A Quote by Tim Kaine

It was interesting, when the Affordable Care Act passed, Arizona did it immediately, even though they had two Republican senators, a Republican governor, Republican legislature.
I'm not a typical Republican. I am a Republican, I wear the Republican jersey, I've been a Republican my whole life. My dad was a Republican, which is interesting because he was in a union early on. The Republican party was very strong in the area that I grew up in. So I'm a loyalist.
I don't consider myself to be a Pete King Republican or a Ted Cruz Republican or a John Boehner Republican, or a Tea Party Republican.
Two committees in the house were up all night long trying to get a version of the repeal of the Affordable Care Act passed. House Republicans are just fighting tooth and nail to pass it in the House, to try to get it into the Senate, to try to make it then so that the Senate will get on board. But you know who one of the Republican senators is who`s not on board with this anymore? Senator Tom Cotton.
I remember having meetings with Republican senators who initially had been trying to engage [Obamacare] but saw that the politics of 'no' were growing inside the Republican Party.
Lindsey Graham is now the seventh Republican running for president. If you're keeping score, that's basically one Republican candidate for every two Republican voters.
Republican House members, including Tom Price, when he was still in the Republican House, sued HHS, suggesting that payment to insurance companies for cost-sharing exceeded the authority of HHS. That case was basically withdrawn when President Trump was elected, in hopes that the Affordable Care Act would be repealed - but we're back to the law.
I was a Republican before Donald Trump was a Republican. I was a Republican when Donald Trump was a Democrat. I was a Republican when Donald Trump was an independent. And I'm going to be a Republican when Donald Trump gets tired of being a Republican.
My advice is to listen and accept the will of the American people, the Republican voters. The Republican Party is the Republican voters, and Republican voters oppose these trade agreements more than Democrat voters do.
There are lot of issues we passed out of the House that have gotten not only a lot of Republican support - Tea Party and every group within the Republican conference - but even Democrats.
This is the beauty of Donald Trump, that he goes against the Republican orthodoxy, much of which has been rejected a lot of Republican voters, who, well, would be Republican voters, at least in my state, who I think would otherwise like to vote Republican.
I'm a Republican. I'm probably not the cookie-cutter Republican that fits the litmus test of Republican Party politics. But I don't want to be that.
Given the choice between a Republican and someone who acts like a Republican, people will vote for the real Republican all the time
Then basically what was happening was that it was the middle '80s, and Rolling Stone realized that a lot of their readers had voted for [Ronald] Reagan, and they were going, "Gosh! We need a Republican! Does anybody know a Republican? Wait a minute! I think P.J.'s a Republican!"
Since 2000, Republican policies have suppressed Democratic voting; since 2010, Republican gerrymandering has given the Republicans a heavy systematic advantage in Congress; and the last two Republican presidents have won the White House while losing the popular vote to their opponents.
While we always strive to reach 218 with Republican votes, sometimes that is not possible with divided government, and the story of a bill that passed with 150 Republican votes is much more positive and assertive than the story of a bill that passes with 79 Republican votes.
Ohio Governor John Kasich became the 16th Republican to announce that he is running for president. During his speech he referred to Jesus Christ, which is ironic because so did Americans when they heard another Republican was running for president.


Which lines in the entries below contain the string "general"? Show each of them in full.

::: EXCERPTED RECORDS

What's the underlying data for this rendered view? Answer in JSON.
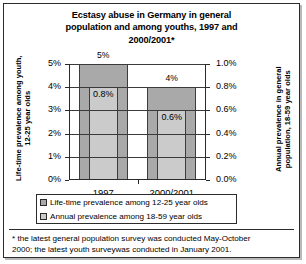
{
  "chart_data": {
    "type": "bar",
    "title": "Ecstasy abuse in Germany in general population and among youths,  1997 and 2000/2001*",
    "title_lines": [
      "Ecstasy abuse in Germany in general",
      "population and among youths,  1997 and",
      "2000/2001*"
    ],
    "categories": [
      "1997",
      "2000/2001"
    ],
    "series": [
      {
        "name": "Life-time prevalence among 12-25 year olds",
        "axis": "left",
        "values": [
          5,
          4
        ],
        "labels": [
          "5%",
          "4%"
        ],
        "color": "#a9a9a9"
      },
      {
        "name": "Annual prevalence  among 18-59 year olds",
        "axis": "right",
        "values": [
          0.8,
          0.6
        ],
        "labels": [
          "0.8%",
          "0.6%"
        ],
        "color": "#cbcbcb"
      }
    ],
    "left_axis": {
      "label": "Life-time prevalence among youth, 12-25 year olds",
      "label_lines": [
        "Life-time prevalence among youth,",
        "12-25 year olds"
      ],
      "ticks": [
        "0%",
        "1%",
        "2%",
        "3%",
        "4%",
        "5%"
      ],
      "values": [
        0,
        1,
        2,
        3,
        4,
        5
      ],
      "lim": [
        0,
        5
      ]
    },
    "right_axis": {
      "label": "Annual prevalence in general population, 18-59 year olds",
      "label_lines": [
        "Annual prevalence in general",
        "population, 18-59 year olds"
      ],
      "ticks": [
        "0.0%",
        "0.2%",
        "0.4%",
        "0.6%",
        "0.8%",
        "1.0%"
      ],
      "values": [
        0,
        0.2,
        0.4,
        0.6,
        0.8,
        1.0
      ],
      "lim": [
        0,
        1.0
      ]
    },
    "xlabel": "",
    "grid": true,
    "legend_position": "bottom"
  },
  "legend": {
    "items": [
      {
        "label": "Life-time prevalence among 12-25 year olds",
        "color": "#a9a9a9"
      },
      {
        "label": "Annual prevalence  among 18-59 year olds",
        "color": "#cbcbcb"
      }
    ]
  },
  "footnote": {
    "lines": [
      "* the latest general population survey was conducted May-October",
      "2000; the latest youth surveywas conducted in January 2001."
    ]
  }
}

::::::

OUTPUT
    "title": "Ecstasy abuse in Germany in general population and among youths,  1997 and 2000/2001*",
      "Ecstasy abuse in Germany in general",
      "label": "Annual prevalence in general population, 18-59 year olds",
        "Annual prevalence in general",
      "* the latest general population survey was conducted May-October",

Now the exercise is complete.